President R. Albert Mohler, Jr. used his report to the 2026 Southern Baptist Convention Annual Meeting to point messengers to the health and faithfulness of the convention’s six seminaries, and Southern Seminary in particular, crediting the convention’s long commitment to owning and funding theological education. In his 33rd annual report as president of The Southern Baptist Theological Seminary, Mohler expressed gratitude for the faithful support of Southern Baptists and renewed Southern’s commitment to leading in training ministers for the churches.
Mohler told messengers that the unity among the six SBC seminary presidents is itself a sign of the convention’s theological recovery. He spoke of the peace, camaraderie, and shared purpose among the men who lead the schools, a marked contrast, he noted, to seasons in the convention’s past. He also marked the coming retirement of Daniel L. Akin, president of Southeastern Seminary and a former colleague at Southern, as a reminder that leaders are entrusted with their work only for a time.
That health, Mohler explained, rests on a conviction Southern Baptists settled long ago. When the convention was formed in 1845, its messengers committed to a learned, faithful ministry trained within their own institutions rather than borrowed from elsewhere. Southern Seminary became the convention’s first answer to that need in 1859, joined over the following decades by Southwestern, New Orleans, Gateway, Southeastern, and Midwestern as the convention grew. With the Cooperative Program adopted in 1925, Southern Baptists chose not only to fund their seminaries but to govern them through trustees elected by the convention.
That decision, Mohler said, set Southern Baptists apart. While much of theological education elsewhere has drifted from its purpose and abandoned its confessional foundations, the SBC’s seminaries have remained accountable to the churches that own them. Southern Baptists, he said, did not want schools standing merely alongside the convention; they wanted seminaries that belong to it.
The true measure of Southern Seminary, Mohler said, is not its numbers but its faithfulness. The Lord has blessed the institution in an unprecedented way, and it remains committed to leading in theological education that serves the churches and keeps faithful Southern Baptists faithful until Christ returns.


| Aim of the task |
Retype the entries in full.

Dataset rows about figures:
== Segment start ==
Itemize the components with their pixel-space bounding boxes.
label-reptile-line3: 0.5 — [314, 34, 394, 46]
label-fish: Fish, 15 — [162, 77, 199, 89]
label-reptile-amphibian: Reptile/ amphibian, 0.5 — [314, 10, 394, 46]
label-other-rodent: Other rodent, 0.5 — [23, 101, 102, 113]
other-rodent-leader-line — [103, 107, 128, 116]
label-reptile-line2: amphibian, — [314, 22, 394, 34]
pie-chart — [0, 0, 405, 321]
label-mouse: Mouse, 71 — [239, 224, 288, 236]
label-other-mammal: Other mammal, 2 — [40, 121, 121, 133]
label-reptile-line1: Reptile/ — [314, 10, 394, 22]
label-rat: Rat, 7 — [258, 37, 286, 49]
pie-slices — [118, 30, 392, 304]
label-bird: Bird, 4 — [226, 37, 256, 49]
== Segment end ==
| Solution for this task |
Itemize the components with their pixel-space bounding boxes.
label-reptile-line3: 0.5 — [314, 34, 394, 46]
label-fish: Fish, 15 — [162, 77, 199, 89]
label-reptile-amphibian: Reptile/ amphibian, 0.5 — [314, 10, 394, 46]
label-other-rodent: Other rodent, 0.5 — [23, 101, 102, 113]
other-rodent-leader-line — [103, 107, 128, 116]
label-reptile-line2: amphibian, — [314, 22, 394, 34]
pie-chart — [0, 0, 405, 321]
label-mouse: Mouse, 71 — [239, 224, 288, 236]
label-other-mammal: Other mammal, 2 — [40, 121, 121, 133]
label-reptile-line1: Reptile/ — [314, 10, 394, 22]
label-rat: Rat, 7 — [258, 37, 286, 49]
pie-slices — [118, 30, 392, 304]
label-bird: Bird, 4 — [226, 37, 256, 49]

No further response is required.